Dodging the Skeg
My imagination is riding a very big wave today – even bigger than off Nelscott on the Oregon Coast.
Here at joecsmolen.com, in WORKS, I show where I have done some short stories and pubbed some of them and some of them are really – pretty good.
But, over a year ago, I had this grandiose idea of riding an even bigger wave than my novel Lostine.
So in Lostine’s shadow, I have been working on N3/Never – sequel to Lostine.
Have I mentioned this project is intimidating?
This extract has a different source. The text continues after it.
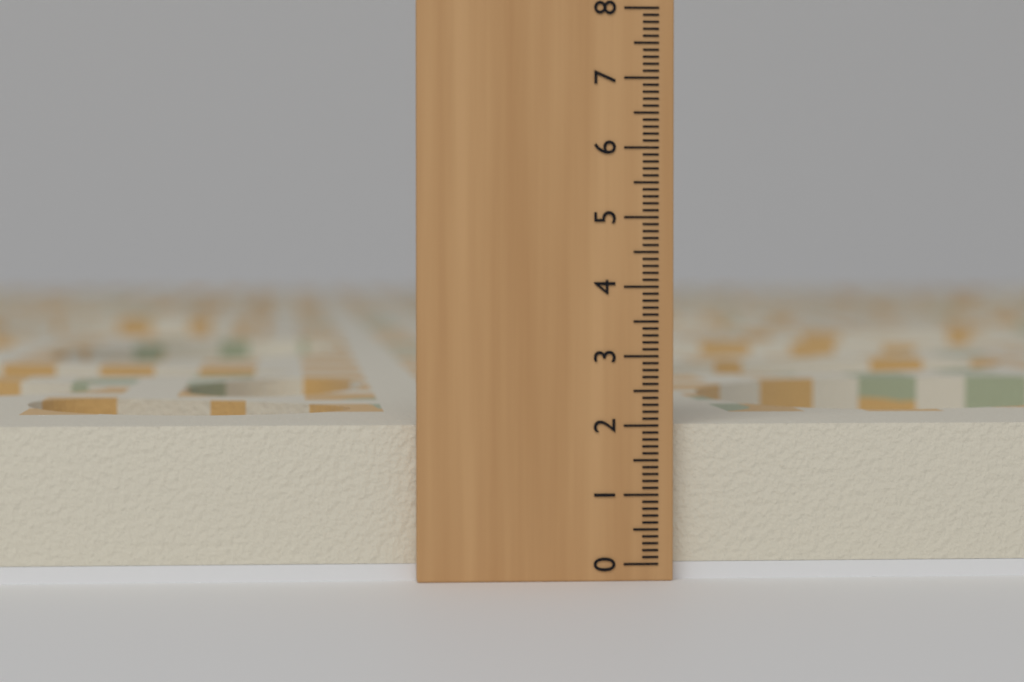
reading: 2.0 (no unit)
Over 15 times yet?
But periodically, I have had incremental jumps in understanding of how I should approach N3.
I am stoked about the insight I was given on 11/21/23.
That’s when I released from of the jet-ski’s tow rope and “dropped in” – the way surfers say it when they start down the face of a really big wave.
Carving the face of my rocky-mountain-high wave, I realize that there was a 2nd unresolved issue in my original novel Lostine. The 1st one was obvious - love tossed in a dumpster by unspecified parental actions. The 2nd unresolved issue though – namely Koz’s frustrated yelling that Lostine was a “Dragon Lady, Dragon Lady, Dragon Lady!” – never was – well, never was unsubstantiated.
19 years later, in N3 – I mean, I am so high up on my wave that I can see clearly that the lurking, nearly forgotten phantom of Lostine as a dragon lady must re-appear. How can N3’s narrator’s love for Lostine survive such doubt?
My 1980s windsurf board - my Shuler - is over nine feet long. It wasn’t designed for big waves. If I wipe out now, my giant board will find me in the frothing tumble. If I wipe out now, the Shuler’s deep skeg will find me and carve my scalp.
Nothing quite like fear to motivate.